Three sellers issue one: a composition-scheme dealer under Section 10, a seller of exempt goods or services, and a seller below the GST registration threshold.

  • A composition-scheme dealer. They pay GST at a flat rate out of their own pocket and cannot collect it from buyers, so they issue a bill of supply, not a tax invoice.
  • A seller of GST-exempt goods or services. There is no tax on the supply, so a tax invoice would have nothing to show.
  • A seller below the registration threshold who is not registered. With no GSTIN, they cannot raise a tax invoice.

What must a bill of supply contain?

Short answer

Rule 49 of the CGST Rules lists the mandatory fields. It looks like an invoice but deliberately has no tax breakup.

  • The seller's name, address, and GSTIN (or PAN if the seller is unregistered).
  • A consecutive serial number, up to 16 characters, unique for the financial year.
  • The date of issue, and the buyer's name and address.
  • A description of the goods or services and the total value, with no GST amount.

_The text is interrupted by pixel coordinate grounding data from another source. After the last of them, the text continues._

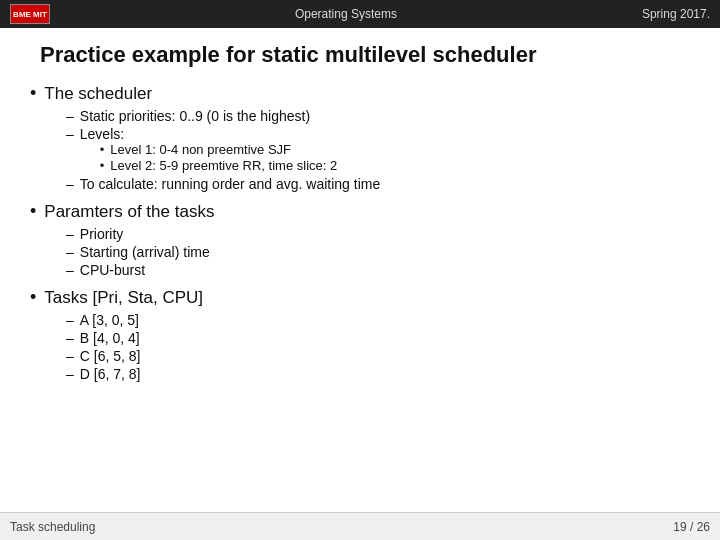  What do you see at coordinates (360, 94) in the screenshot?
I see `bullet-main-scheduler: • The scheduler` at bounding box center [360, 94].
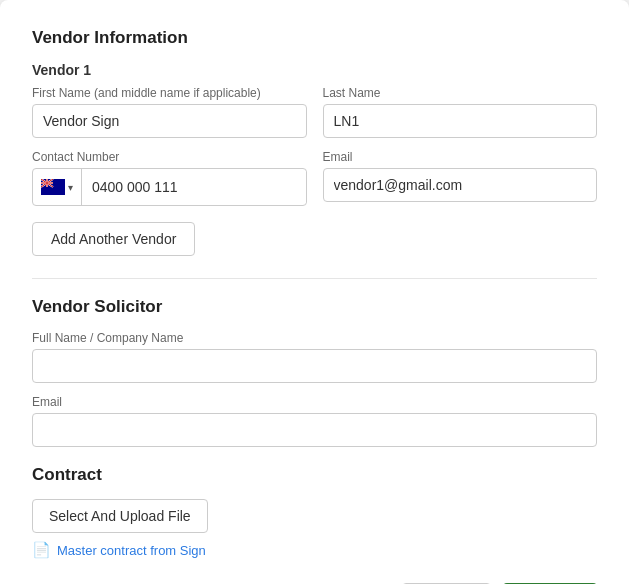  What do you see at coordinates (314, 70) in the screenshot?
I see `vendor-label: Vendor 1` at bounding box center [314, 70].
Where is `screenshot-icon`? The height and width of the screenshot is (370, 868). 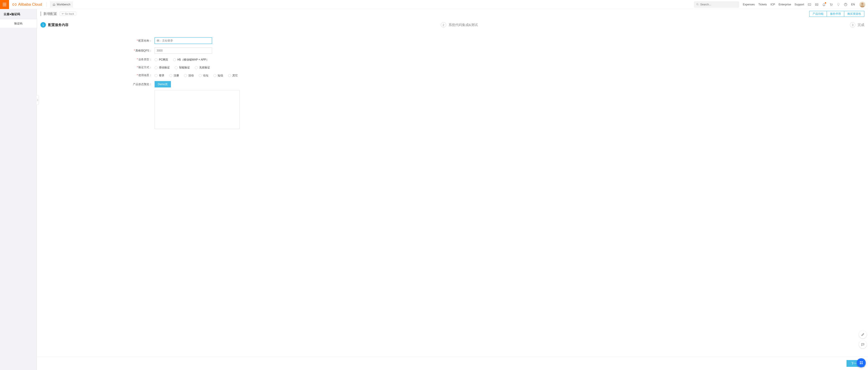 screenshot-icon is located at coordinates (817, 5).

How is a bill of supply different from a tax invoice?

Short answer

The difference is input tax credit. Section 16 of the CGST Act lets a buyer claim credit only against a tax invoice, never against a bill of supply.

  • A tax invoice carries GST the buyer can reclaim as input tax credit. A bill of supply carries no tax, so there is nothing to reclaim.
  • Issuing a bill of supply on a sale that was actually taxable understates GST and reads as suppression in an audit.
  • For the variant choice (composition vs unregistered), see which bill of supply you issue.